Despite the rumblings that life companies and banks, both large and small, are dipping their toes back into the development game, third-party builders such as Summit Construction in Jacksonville, Fla., and LandSouth Construction in Jacksonville Beach, Fla., don’t really seem to be seeing the fruits to these discussions. “We don’t have anything [new] underway that isn’t a HUD deal,” says Marc Padgett, executive vice president for Summit. “Everything has been HUD or tax credit or some type of government-backed type deal.”
That doesn’t mean Summit is doing poorly. In fact, Padgett says the company has enough of these government-backed starts to have a fairly strong year. Other parts of the industry could be seeing this as well with multifamily starts rising 19 percent in March, but it doesn’t seem like conventional construction lending is driving that spike. That could create a real demarcation between the public and private builders over the next couple of years. Until that market comes back, REITs, who are talking about putting shovels back in the dirt, seem to have the edge in getting new product started for what is expected to be healthy demand in the next couple of years.
“I only know of one conventional deal,” says James Pyle, president and CEO of LandSouth. “There has to be more, but I don’t hear about them. You do hear that some insurance companies and pension companies potentially talking about doing some deals, but I haven’t seen any.”
One of his clients is working on a 75 percent loan-to-value deal with an insurance company. “That was the first glimmer I’ve seen of traditional financing in the past year and a half or two years,” Padgett says.
That’s a good sign but not enough to affect his business preparation for this year. “I didn’t hear anybody talk about anything conventional a few months ago,” he says. But they are starting to talk about conventional stuff. I don’t think the talk has gotten far enough along for anything to happen this year. But in another year, I think the banks will be starting to do a little more.”
The conventional construction loans that are out there require a lot more from developers than they were accustomed too during the boom years. Farmington, Mo.-based Peak Land Construction Co. was able to push through a couple of small deals with community banks. But it had longstanding relationships with those banks. Deals with larger groups would be tough, according to Andrew Braxton, president of the company.
“The larger banks want 30 percent to 50 percent equity,” Braxton says. “That does not make sense for our model.”
Unless you’re a REIT, that leaves FHA as the only source of funding—and that getting to be a tougher avenue now, as well. As that’s happening, many of the REITs are actually firing up the construction engines or even putting shovels back in the ground.
“How much of a head start will an AvalonBay get in some markets if they have the line of credit and the cash,” wonders Rod Petrik, managing director at St. Louis-based Stifel, Nicolaus and Co., a regional brokerage and investment banking firm. “They can just write a check.”
Pyle, who says things coming through FHA make it unpredictable in terms of how many starts he will have this year, doesn’t really see things picking up for the privates for another year or so.
And he’s starting to bid a lot more work. “There are more discussions, but I haven’t seen any increase in starts,” he says. “We could see loosening up by the end of the year. I think in 2011, we’ll start to get busy. We may even see some at the end of 2010.”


Search the records below for the string "diagram", and report each line that contains it.

═════ EXERCISE DATA ═════

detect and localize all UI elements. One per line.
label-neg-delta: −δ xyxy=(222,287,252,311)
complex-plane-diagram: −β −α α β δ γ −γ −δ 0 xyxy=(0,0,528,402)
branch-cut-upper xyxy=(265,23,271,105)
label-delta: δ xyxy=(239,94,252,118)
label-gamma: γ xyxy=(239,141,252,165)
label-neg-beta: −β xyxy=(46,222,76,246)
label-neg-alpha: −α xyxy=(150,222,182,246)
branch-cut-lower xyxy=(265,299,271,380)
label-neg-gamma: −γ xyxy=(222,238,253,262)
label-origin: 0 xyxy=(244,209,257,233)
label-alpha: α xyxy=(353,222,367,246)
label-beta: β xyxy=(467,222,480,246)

═════
═════ EXERCISE DATA ═════

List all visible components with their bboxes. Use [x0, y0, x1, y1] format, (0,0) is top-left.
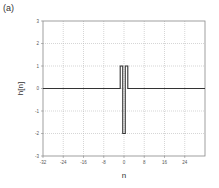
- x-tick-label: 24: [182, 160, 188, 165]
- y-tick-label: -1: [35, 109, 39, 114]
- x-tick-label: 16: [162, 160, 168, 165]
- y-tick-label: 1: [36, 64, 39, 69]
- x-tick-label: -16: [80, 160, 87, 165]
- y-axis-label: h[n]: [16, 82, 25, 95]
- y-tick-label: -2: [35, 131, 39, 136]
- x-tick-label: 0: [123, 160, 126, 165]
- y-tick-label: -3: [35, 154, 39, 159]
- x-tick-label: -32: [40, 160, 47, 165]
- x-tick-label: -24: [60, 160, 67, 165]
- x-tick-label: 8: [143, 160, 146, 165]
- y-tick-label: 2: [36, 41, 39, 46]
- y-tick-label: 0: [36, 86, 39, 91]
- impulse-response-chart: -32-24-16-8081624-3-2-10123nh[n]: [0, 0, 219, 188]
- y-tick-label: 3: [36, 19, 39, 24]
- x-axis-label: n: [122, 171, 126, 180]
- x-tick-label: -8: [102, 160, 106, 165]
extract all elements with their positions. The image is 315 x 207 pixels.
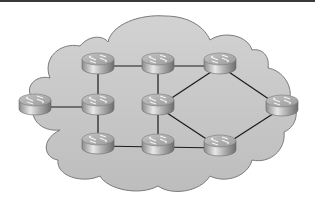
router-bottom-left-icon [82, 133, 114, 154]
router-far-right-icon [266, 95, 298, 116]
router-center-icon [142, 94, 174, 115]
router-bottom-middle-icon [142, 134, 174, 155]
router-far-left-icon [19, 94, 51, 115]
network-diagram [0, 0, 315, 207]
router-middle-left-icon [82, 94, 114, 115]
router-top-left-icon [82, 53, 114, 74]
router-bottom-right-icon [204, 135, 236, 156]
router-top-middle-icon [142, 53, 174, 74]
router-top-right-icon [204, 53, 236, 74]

═════

RESULT FOR THIS TASK ::
complex-plane-diagram: −β −α α β δ γ −γ −δ 0 xyxy=(0,0,528,402)
network-diagram [0, 0, 315, 207]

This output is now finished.